The CNS Distinguished Alumni Award: Matthew Tirrell

The recipient of the 2025 CNS Distinguished Alumni Award is Matthew Tirrell PhD '77. The Distinguished Alumni Award recognizes an alum who has grown into a visionary leader in their field and has reached exceptional levels of leadership, service, teaching, innovation, and/or accomplishments that positively impact society.
Tirrell serves as the D. Gale Johnson Distinguished Service Professor at the University of Chicago. He has also held positions at: the University of California, Berkeley; the University of California, Santa Barbara; and the University of Minnesota. Tirrell earned his BS in Chemical Engineering from Northwestern University in 1973, followed by a PhD from CNS's Department of Polymer Science and Engineering (PSE) in 1977. His work has chartered new fields in molecular engineering, and Tirrell has led several units at different institutions to earn top national and global rankings in their respective fields.
The CNS Early Career Alumni Award: Derrick Maxwell and Ahmed A. H. Siddig
The recipients of the 2025 CNS Early Career Alumni Award are Derrick Maxwell BS '14 and Ahmed A. H. Siddig PhD ’15. The CNS Early Career Alumni Award recognizes emerging leaders in the early stages of their careers, whose outstanding professional and personal achievements highlight the recipients’ ambitions and potential to positively impact society.
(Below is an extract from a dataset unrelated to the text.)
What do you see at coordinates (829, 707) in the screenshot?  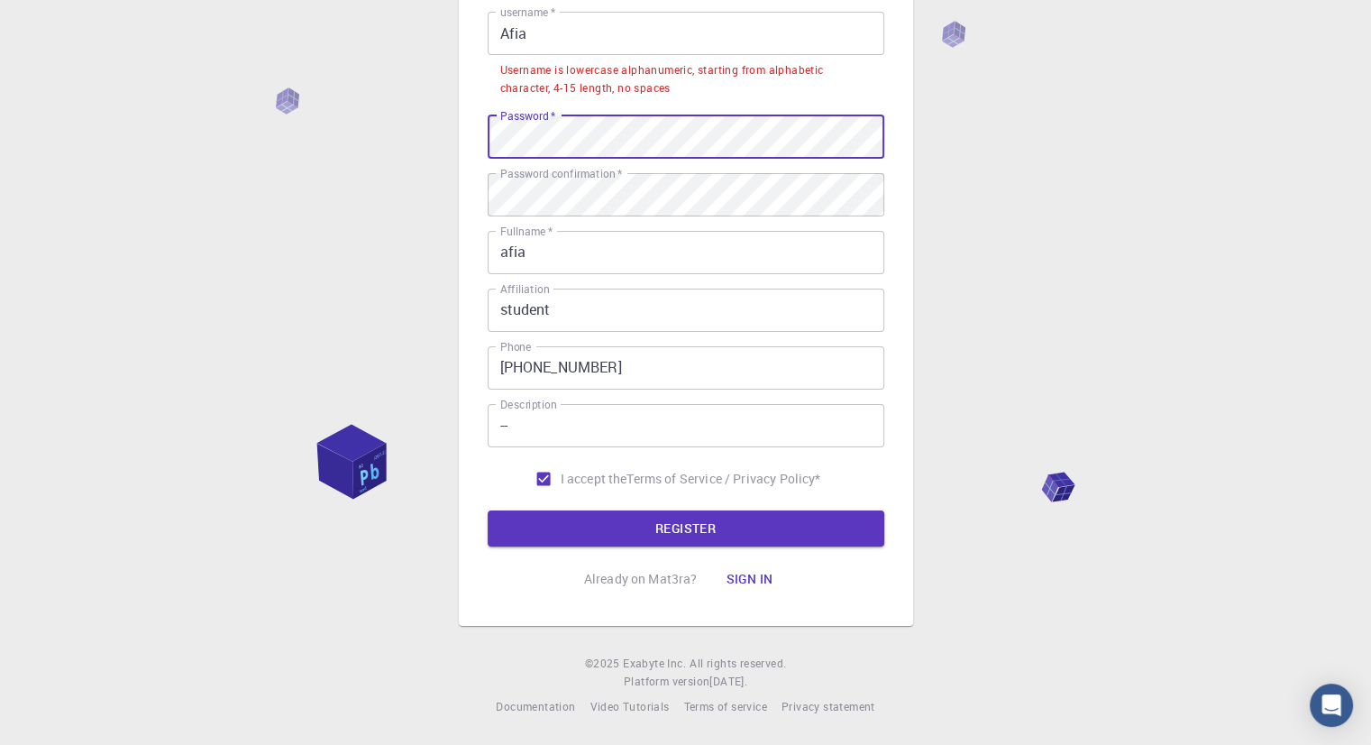 I see `a: Privacy statement` at bounding box center [829, 707].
In 2022, Maxwell started Propriety Inc., doing business as Amel Energy, where he serves as CEO, president, and founder. Based in the Institute for Applied Life Sciences (IALS) Collaboratories at UMass Amherst, the company develops safer and greener materials for the energy storage industry, focusing on solvent-based processing, polymer innovation, and greenhouse gas reduction. He graduated from CNS in 2014 with a BS in Chemistry and subsequently completed a graduate certificate in Engineering Leadership as a Gordon Institute Fellow at Northeastern University, with his MS thesis focusing on polymer binders in lithium-ion batteries for use in electric vehicles.

After earning his PhD from CNS’s Department of Environmental Conservation, Siddig returned to his native Sudan in 2017 to take an assistant professor position in the Faculty of Forestry at the University of Khartoum, quickly rising to associate professor by 2019. His research there examines the effects of climate and land-use change on savanna ecosystems, which millions of people rely on for natural resources. In addition, Siddig was awarded the prestigious Bullard Fellowship at the Harvard Forest in Petersham, MA (2024-2025); and was awarded the 2020-2021 Deanship of Scientific Research Award for Excellence from the University of Khartoum, for his work in mentorship and other achievements.
Award Ceremony
On November 14, CNS will congratulate these three awardees and all faculty and staff in Polymer Science and Engineering, Chemistry, and Environmental Conservation who contributed to their training!